Acknowledgements: Syed Abbas (IDS), Ayodele Jegede (University of Ibadan), and Juliet Bedford (Anthrologica) reviewed this brief. Editorial support was provided by Georgina Roche (SSHAP editorial team).

Suggested citation:

Conteh, A., Mansaray, A., Schmidt-Sane, M., and Enria, L. (2024). Key considerations: Effective vaccine rollout and uptake in Sierra Leone. Social Science in Humanitarian Action (SSHAP). www.doi.org/10.19088/SSHAP.2024.011

Published by the Institute of Development Studies: May 2024.

Copyright: © Institute of Development Studies 2024. This is an Open Access paper distributed under the terms of the Creative Commons Attribution 4.0 International licence (CC BY 4.0). Except where otherwise stated, this permits unrestricted use, distribution, and reproduction in any medium, provided the original authors and source are credited and any modifications or adaptations are indicated.

Contact: If you have a direct request concerning the brief, tools, additional technical expertise or remote analysis, or should you like to be considered for the network of advisers, please contact the Social Science in Humanitarian Action Platform by emailing Annie Lowden ([email protected]) or Juliet Bedford ([email protected]).

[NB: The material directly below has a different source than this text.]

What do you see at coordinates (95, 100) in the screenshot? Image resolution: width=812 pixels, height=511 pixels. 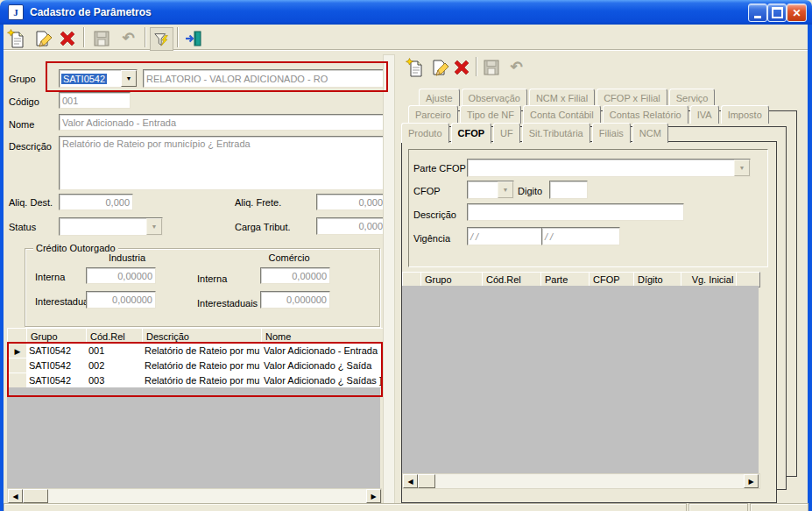 I see `codigo-field: 001` at bounding box center [95, 100].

About SSHAP: The Social Science in Humanitarian Action (SSHAP) is a partnership between the Institute of Development StudiesAnthrologica , CRCF SenegalGulu UniversityLe Groupe d’Etudes Sur Les Conflits Et La Sécurité Humaine (GEC-SH), the London School of Hygiene and Tropical Medicine, the Sierra Leone Urban Research Centre, University of Ibadan, and the University of Juba. This work was supported by the UK Foreign, Commonwealth & Development Office (FCDO) and Wellcome 225449/Z/22/Z. The views expressed are those of the authors and do not necessarily reflect those of the funders, or the views or policies of the project partners.